It is a quieter Saturday motoring news cycle, which is usually a good reason to be selective rather than noisy. The strongest stories today are the ones that could affect real running costs, the shape of Britain’s EV transition and how mainstream car ownership may change once repair, reuse and lower-cost servicing move further up the agenda.
Petrol and diesel prices keep easing, and drivers should notice
The RAC says average forecourt petrol prices have fallen below 135p a litre for the first time since October 2021, while diesel has dipped under 142p. The organisation argues there is scope for bigger cuts still, given lower wholesale costs, and says drivers should be seeing more benefit on the forecourt.

This is the most immediately useful story of the bunch because it lands right where drivers feel it. If pump prices keep sliding, that takes some pressure off family budgets just as many motorists are still weighing up whether their next car really needs to be electric yet. The RAC’s broader point is fair too: lower wholesale prices are only good news if retailers pass them on properly.
SMMT says EV growth has to become a UK industrial opportunity, not just a sales target
In its latest view from chief executive Mike Hawes, the SMMT argues that the Zero Emission Vehicle Mandate needs to work as part of a bigger industrial strategy, not as a standalone compliance exercise. The trade body points to stronger battery-electric growth in March, but also warns that manufacturer discounts are still doing too much of the heavy lifting and that long-term success depends on turning demand into UK jobs, supply-chain strength and investment.
That matters because the UK can hit EV targets on paper while still missing the bigger prize. If the market only grows through short-term discounting and imported kit, the transition looks much less convincing for factories, suppliers and buyers alike. This feels like one of those stories that sounds abstract until it starts affecting prices, model availability and where future investment ends up.
Stellantis wants reused parts and remanufacturing to feel normal, not niche
Stellantis used this week’s Rematec show in Amsterdam to show off the wider reach of its SUSTAINera circular-economy programme. The group says it is expanding remanufactured parts, repaired components and reused materials across its aftersales network, with the aim of cutting waste and offering lower-cost options alongside brand-new replacement parts.
For UK motorists, the interesting angle is not the sustainability branding on its own. It is the possibility that big manufacturer-backed repair ecosystems could eventually make ownership cheaper and less wasteful, especially once cars become older and out-of-warranty. If reused and remanufactured parts become easier to trust and easier to source, that is good news for drivers who want to keep cars on the road for longer without paying main-dealer new-part money every time.
Today’s shortlist is a compact one, but the theme is clear enough: motoring is being shaped as much by the economics around the car as by the car itself. Fuel prices, EV policy and repair costs all have a habit of becoming headline issues very quickly once they hit household budgets.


◆ **What is expected**
Copy each line of the records that includes "will".

[Collected data]
>>

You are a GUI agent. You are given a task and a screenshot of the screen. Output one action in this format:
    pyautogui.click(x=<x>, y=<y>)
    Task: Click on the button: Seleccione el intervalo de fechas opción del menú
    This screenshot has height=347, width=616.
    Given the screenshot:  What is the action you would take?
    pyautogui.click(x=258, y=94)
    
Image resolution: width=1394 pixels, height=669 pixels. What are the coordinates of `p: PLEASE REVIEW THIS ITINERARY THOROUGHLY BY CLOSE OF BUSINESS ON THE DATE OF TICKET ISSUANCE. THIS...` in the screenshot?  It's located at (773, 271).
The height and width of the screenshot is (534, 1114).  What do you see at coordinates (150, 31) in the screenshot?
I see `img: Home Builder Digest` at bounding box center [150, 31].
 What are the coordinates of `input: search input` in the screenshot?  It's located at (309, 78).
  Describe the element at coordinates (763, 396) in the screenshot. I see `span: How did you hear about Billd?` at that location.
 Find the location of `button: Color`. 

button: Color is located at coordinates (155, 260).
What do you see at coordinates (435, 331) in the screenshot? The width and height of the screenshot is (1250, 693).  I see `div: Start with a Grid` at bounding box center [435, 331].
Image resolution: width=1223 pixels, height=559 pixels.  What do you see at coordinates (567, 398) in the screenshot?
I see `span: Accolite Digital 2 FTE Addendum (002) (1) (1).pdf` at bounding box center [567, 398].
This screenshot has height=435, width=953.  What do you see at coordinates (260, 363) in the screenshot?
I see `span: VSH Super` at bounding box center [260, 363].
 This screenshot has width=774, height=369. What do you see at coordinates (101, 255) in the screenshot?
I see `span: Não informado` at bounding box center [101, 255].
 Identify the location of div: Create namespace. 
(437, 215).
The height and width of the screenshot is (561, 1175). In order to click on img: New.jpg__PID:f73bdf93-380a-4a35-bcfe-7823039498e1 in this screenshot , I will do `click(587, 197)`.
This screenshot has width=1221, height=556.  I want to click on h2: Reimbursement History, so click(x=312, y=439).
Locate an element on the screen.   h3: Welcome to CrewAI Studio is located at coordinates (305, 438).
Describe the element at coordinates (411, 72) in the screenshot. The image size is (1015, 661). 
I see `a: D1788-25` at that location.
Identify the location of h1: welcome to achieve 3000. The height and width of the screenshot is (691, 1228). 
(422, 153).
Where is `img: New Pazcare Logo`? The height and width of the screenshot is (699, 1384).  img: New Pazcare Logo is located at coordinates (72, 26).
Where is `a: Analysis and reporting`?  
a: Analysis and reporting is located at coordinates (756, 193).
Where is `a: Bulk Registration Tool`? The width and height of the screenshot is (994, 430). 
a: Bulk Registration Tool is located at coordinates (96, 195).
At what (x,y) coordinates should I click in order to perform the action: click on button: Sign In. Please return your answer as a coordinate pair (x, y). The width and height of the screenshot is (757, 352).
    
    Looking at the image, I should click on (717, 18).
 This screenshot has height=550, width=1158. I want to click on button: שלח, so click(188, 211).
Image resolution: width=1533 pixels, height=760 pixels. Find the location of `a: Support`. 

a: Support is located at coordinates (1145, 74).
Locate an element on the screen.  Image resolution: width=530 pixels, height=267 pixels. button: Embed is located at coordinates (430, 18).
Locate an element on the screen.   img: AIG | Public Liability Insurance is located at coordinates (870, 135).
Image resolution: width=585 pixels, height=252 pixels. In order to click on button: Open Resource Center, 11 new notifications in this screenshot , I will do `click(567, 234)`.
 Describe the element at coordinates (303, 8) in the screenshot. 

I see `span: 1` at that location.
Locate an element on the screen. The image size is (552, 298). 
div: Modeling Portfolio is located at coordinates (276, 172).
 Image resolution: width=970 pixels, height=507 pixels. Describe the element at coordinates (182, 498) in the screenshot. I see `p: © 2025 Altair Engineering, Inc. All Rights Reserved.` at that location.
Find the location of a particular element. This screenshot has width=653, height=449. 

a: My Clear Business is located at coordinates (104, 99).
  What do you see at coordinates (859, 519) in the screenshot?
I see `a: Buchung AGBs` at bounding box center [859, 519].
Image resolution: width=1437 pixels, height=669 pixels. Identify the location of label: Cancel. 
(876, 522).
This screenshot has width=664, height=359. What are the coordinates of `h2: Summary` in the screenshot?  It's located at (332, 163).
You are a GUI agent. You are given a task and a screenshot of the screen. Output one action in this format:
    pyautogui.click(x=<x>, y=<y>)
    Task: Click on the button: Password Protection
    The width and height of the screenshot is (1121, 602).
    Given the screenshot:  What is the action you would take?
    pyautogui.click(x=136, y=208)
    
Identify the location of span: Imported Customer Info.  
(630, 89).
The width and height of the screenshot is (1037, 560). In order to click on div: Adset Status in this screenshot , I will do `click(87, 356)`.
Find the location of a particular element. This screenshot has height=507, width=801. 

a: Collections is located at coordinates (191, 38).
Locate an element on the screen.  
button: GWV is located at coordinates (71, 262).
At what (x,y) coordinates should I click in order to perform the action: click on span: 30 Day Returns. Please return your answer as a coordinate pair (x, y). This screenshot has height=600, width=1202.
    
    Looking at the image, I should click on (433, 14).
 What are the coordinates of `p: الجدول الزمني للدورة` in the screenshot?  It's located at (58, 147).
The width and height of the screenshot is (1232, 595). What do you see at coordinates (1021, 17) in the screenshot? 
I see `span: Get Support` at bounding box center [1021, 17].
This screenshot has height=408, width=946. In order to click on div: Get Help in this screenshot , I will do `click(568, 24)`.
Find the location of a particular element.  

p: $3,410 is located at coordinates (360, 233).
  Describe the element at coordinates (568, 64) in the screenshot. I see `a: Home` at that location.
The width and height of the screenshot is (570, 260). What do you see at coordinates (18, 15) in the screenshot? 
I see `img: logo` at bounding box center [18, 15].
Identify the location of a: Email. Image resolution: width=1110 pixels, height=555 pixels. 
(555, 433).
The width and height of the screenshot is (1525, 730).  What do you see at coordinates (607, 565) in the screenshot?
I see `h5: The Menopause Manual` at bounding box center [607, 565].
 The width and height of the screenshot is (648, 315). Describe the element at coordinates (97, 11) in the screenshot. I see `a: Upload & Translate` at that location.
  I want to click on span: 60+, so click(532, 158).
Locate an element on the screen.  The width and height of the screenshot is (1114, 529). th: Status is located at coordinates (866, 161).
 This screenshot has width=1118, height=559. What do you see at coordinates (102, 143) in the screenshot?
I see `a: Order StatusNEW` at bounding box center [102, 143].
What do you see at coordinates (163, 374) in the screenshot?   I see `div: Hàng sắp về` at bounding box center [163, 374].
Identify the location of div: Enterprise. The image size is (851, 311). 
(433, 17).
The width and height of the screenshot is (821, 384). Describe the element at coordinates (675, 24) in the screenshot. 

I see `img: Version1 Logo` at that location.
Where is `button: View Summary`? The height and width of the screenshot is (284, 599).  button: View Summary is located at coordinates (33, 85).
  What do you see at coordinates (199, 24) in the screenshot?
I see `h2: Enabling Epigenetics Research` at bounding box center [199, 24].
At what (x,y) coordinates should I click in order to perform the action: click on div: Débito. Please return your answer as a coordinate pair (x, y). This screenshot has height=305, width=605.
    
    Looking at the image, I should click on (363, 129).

<<

◆ **Exercise answer**
The height and width of the screenshot is (561, 1175). In order to click on img: New.jpg__PID:f73bdf93-380a-4a35-bcfe-7823039498e1 in this screenshot , I will do `click(587, 197)`.
Image resolution: width=585 pixels, height=252 pixels. In order to click on button: Open Resource Center, 11 new notifications in this screenshot , I will do `click(567, 234)`.
The width and height of the screenshot is (1037, 560). In order to click on div: Adset Status in this screenshot , I will do `click(87, 356)`.
This screenshot has height=408, width=946. In order to click on div: Get Help in this screenshot , I will do `click(568, 24)`.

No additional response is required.